DIRECTIONS -> Your task is to retype, exactly, the line containing "Find the location" and every later line through the end of the listing, with pictures omitted.
────────────────
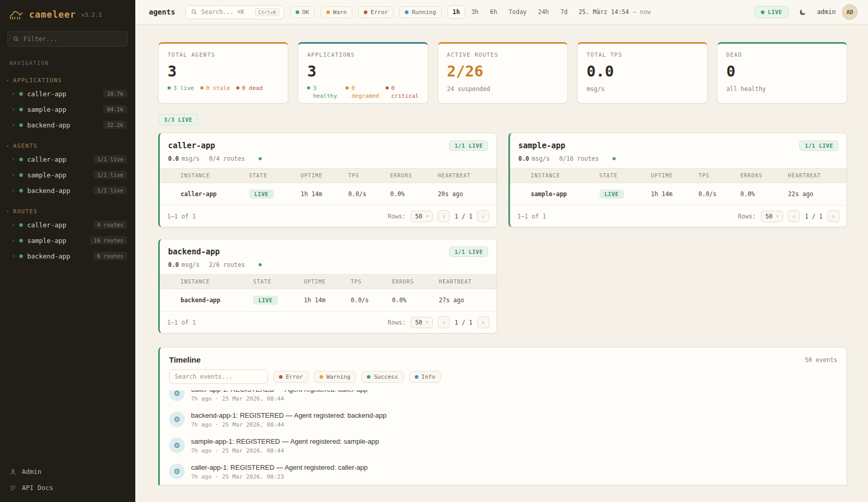 Image resolution: width=868 pixels, height=502 pixels. What do you see at coordinates (68, 488) in the screenshot?
I see `sidebar-item-api-docs: API Docs` at bounding box center [68, 488].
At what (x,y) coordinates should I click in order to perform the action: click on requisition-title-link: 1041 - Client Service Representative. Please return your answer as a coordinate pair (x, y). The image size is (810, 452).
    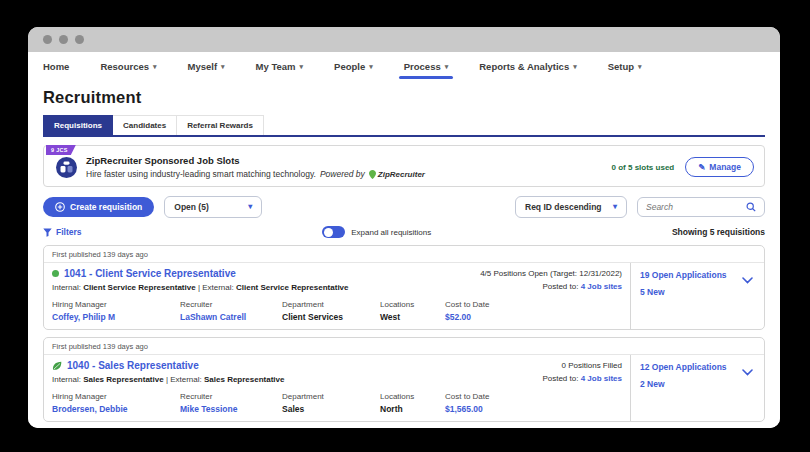
    Looking at the image, I should click on (200, 274).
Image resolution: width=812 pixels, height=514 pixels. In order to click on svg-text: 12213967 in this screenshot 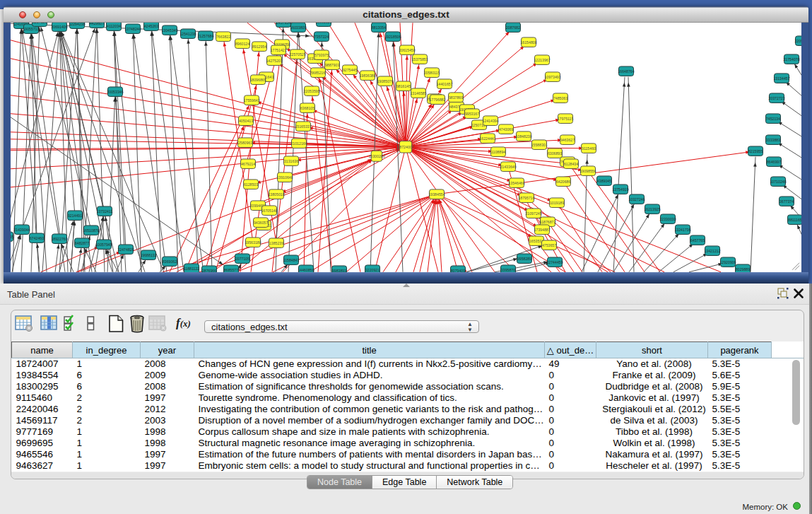, I will do `click(541, 59)`.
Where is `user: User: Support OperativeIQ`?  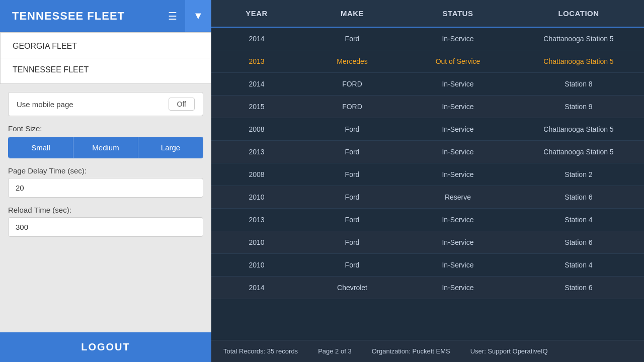
user: User: Support OperativeIQ is located at coordinates (509, 351).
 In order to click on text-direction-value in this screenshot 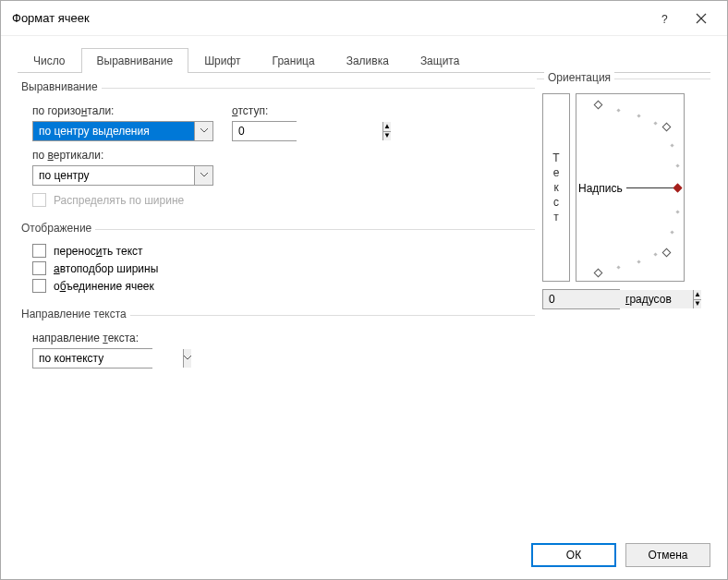, I will do `click(108, 358)`.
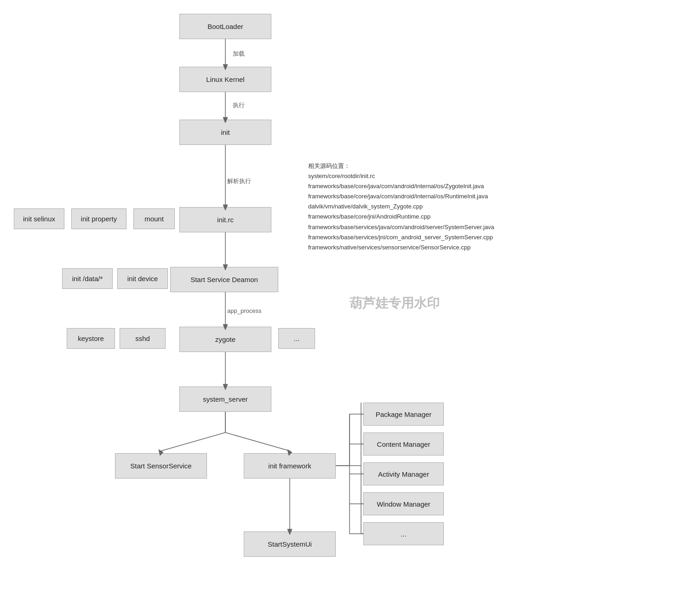 This screenshot has width=700, height=600. What do you see at coordinates (161, 466) in the screenshot?
I see `start-sensor-label: Start SensorService` at bounding box center [161, 466].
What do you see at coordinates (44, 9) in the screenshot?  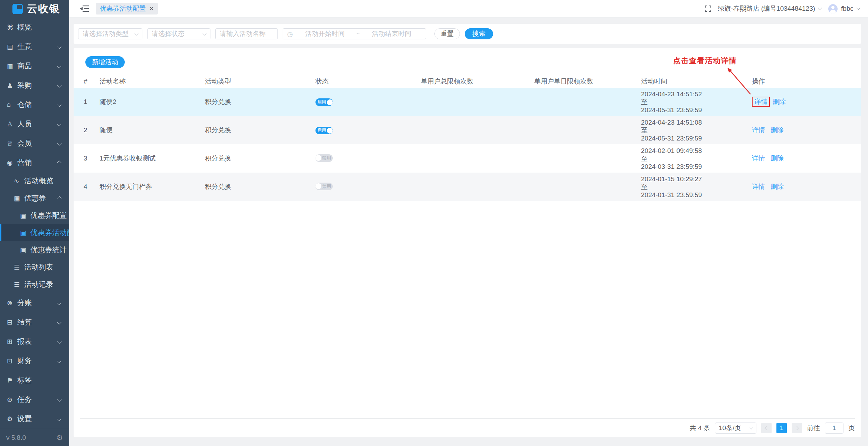 I see `logo-text: 云收银` at bounding box center [44, 9].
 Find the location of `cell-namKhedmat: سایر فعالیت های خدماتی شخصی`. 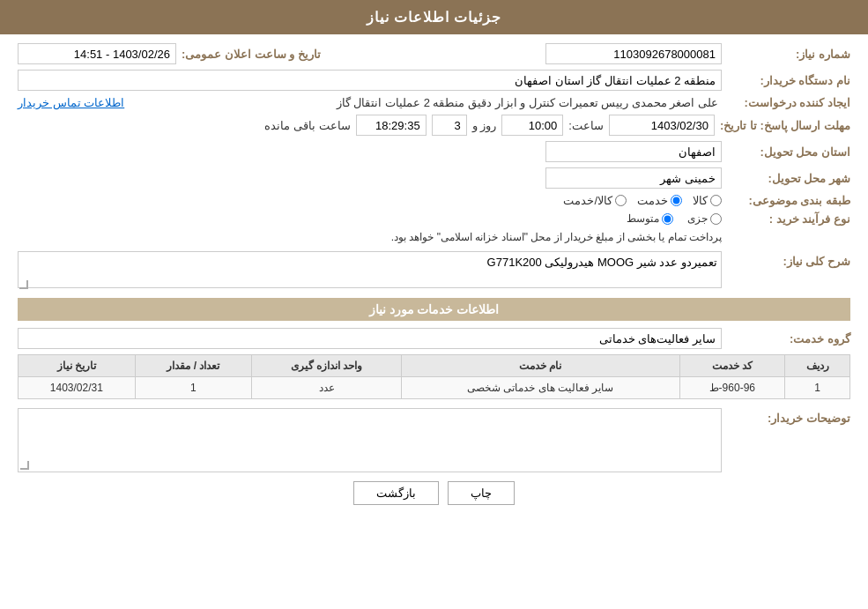

cell-namKhedmat: سایر فعالیت های خدماتی شخصی is located at coordinates (541, 388).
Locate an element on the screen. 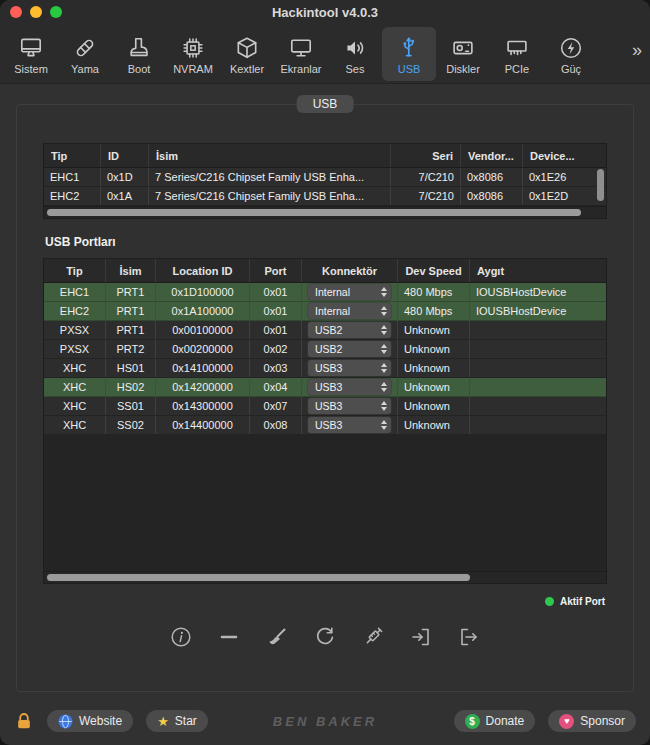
────────────────
EXERCISE OUTPUT ->
 Find the location of `cell-namKhedmat: سایر فعالیت های خدماتی شخصی`. 

cell-namKhedmat: سایر فعالیت های خدماتی شخصی is located at coordinates (541, 388).
Locate an element on the screen. 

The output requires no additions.